# [WHAT TO DO]
Write out, exactly and in full, the line where "The height and width of the screenshot is (1022, 1816)." appears together with all lines that follow it in the entries below. Do not include pictures.

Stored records
*** Begin section ***

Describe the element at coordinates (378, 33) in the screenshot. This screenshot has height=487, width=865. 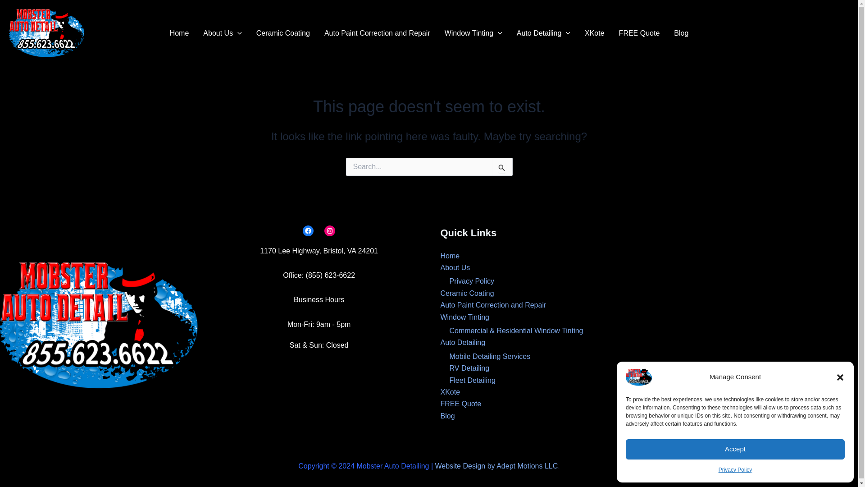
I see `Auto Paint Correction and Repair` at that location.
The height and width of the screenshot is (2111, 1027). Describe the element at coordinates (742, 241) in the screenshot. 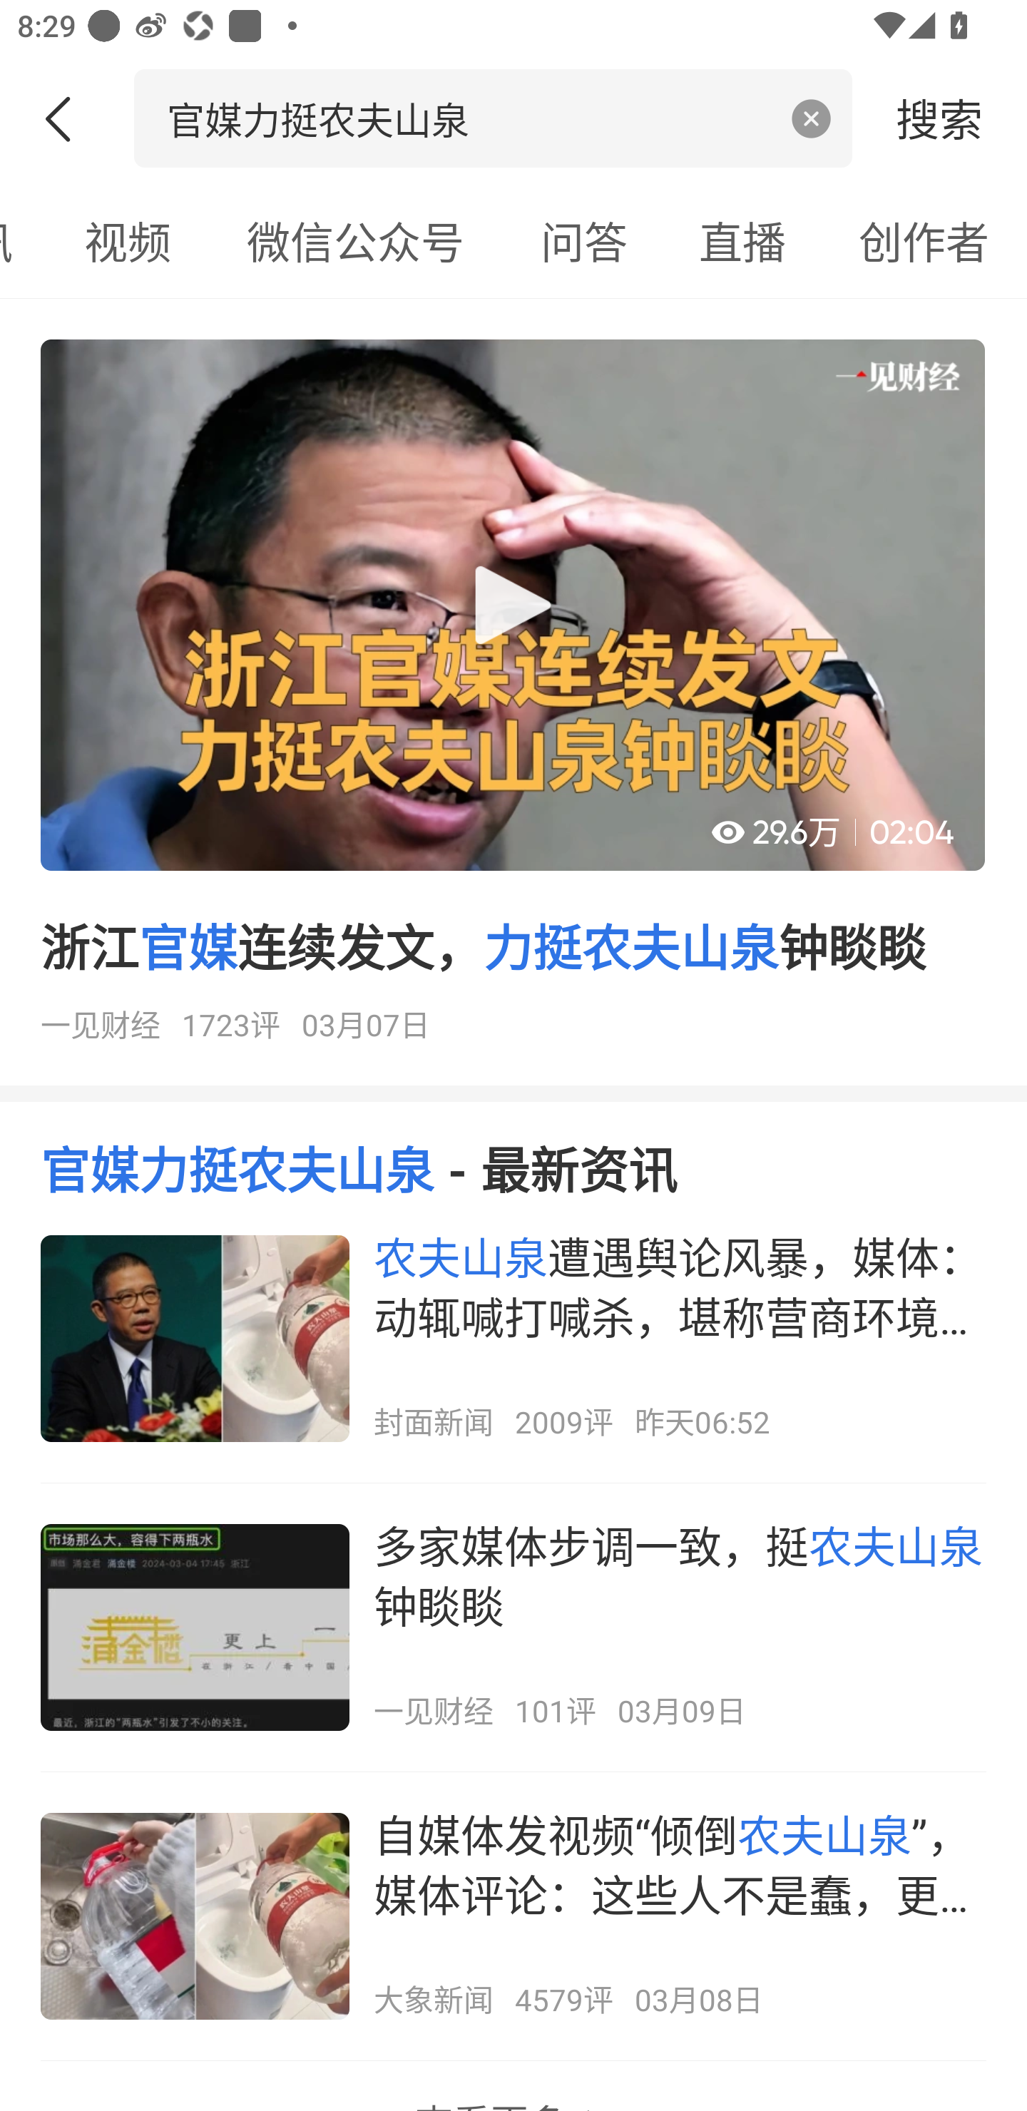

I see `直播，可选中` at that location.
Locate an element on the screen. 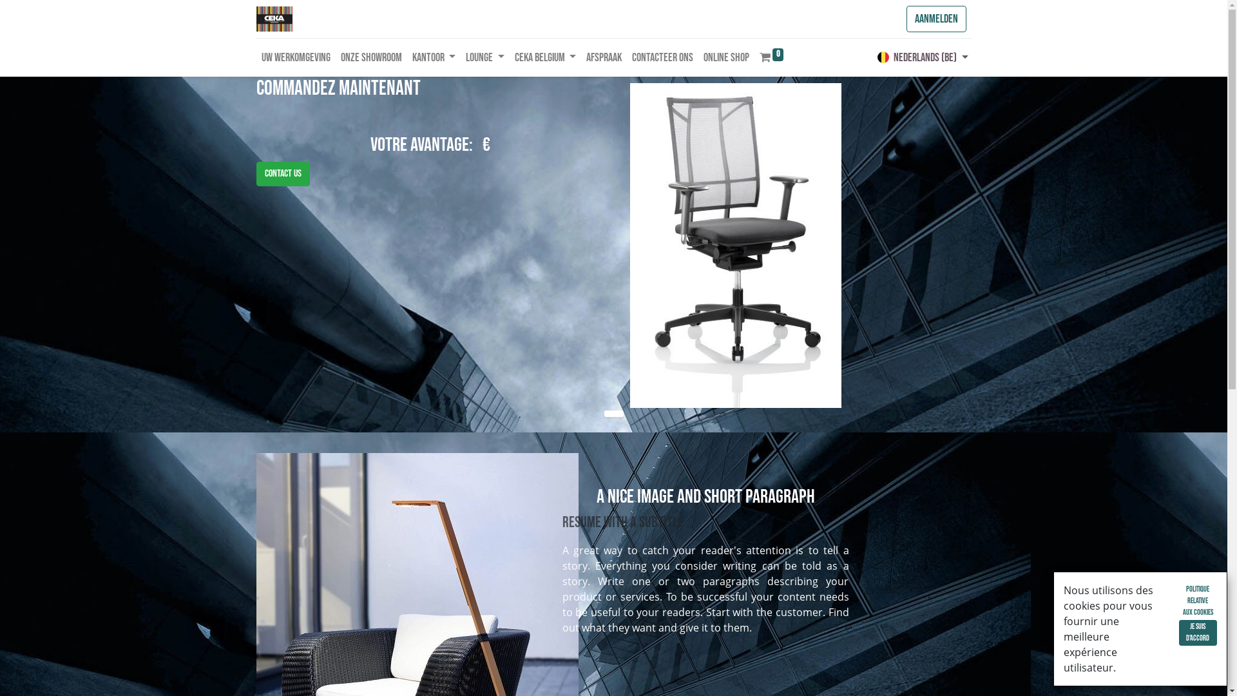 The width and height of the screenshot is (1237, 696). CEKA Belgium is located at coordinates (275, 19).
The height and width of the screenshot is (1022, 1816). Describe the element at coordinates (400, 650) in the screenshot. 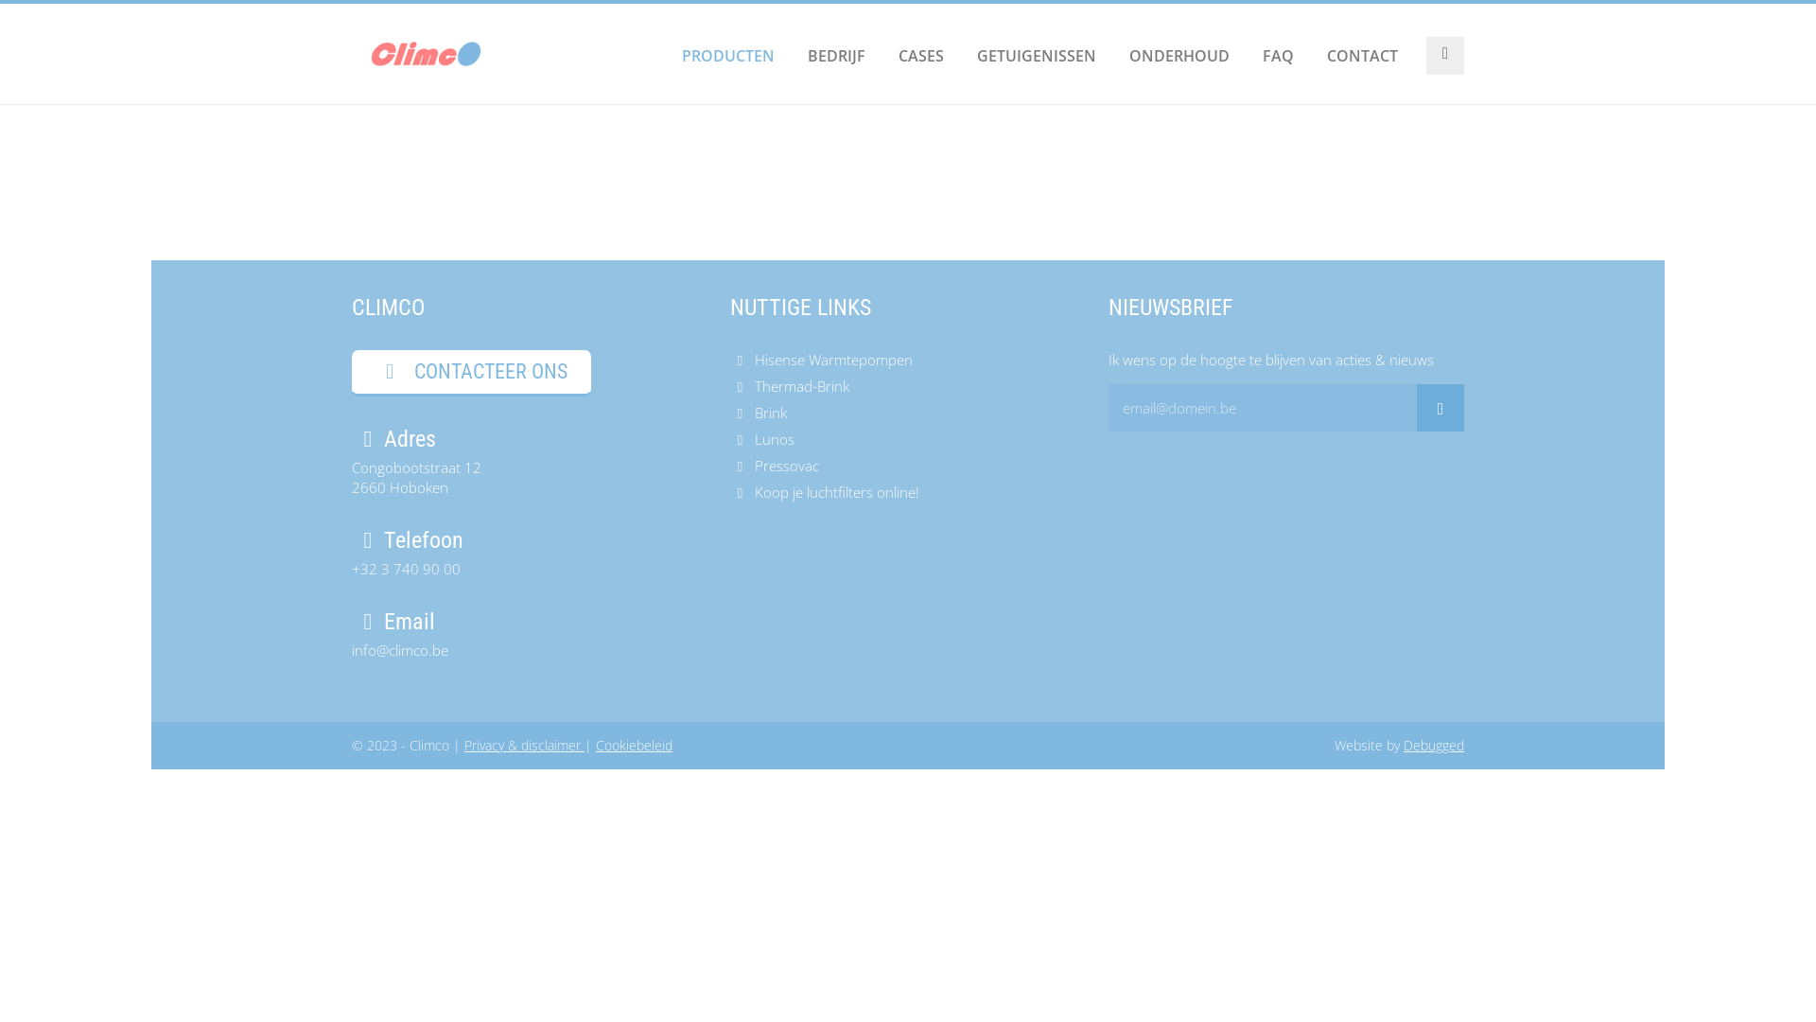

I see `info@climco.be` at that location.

*** End section ***

# [THE COMPLETED TASK]
The height and width of the screenshot is (1022, 1816). Describe the element at coordinates (400, 650) in the screenshot. 

I see `info@climco.be` at that location.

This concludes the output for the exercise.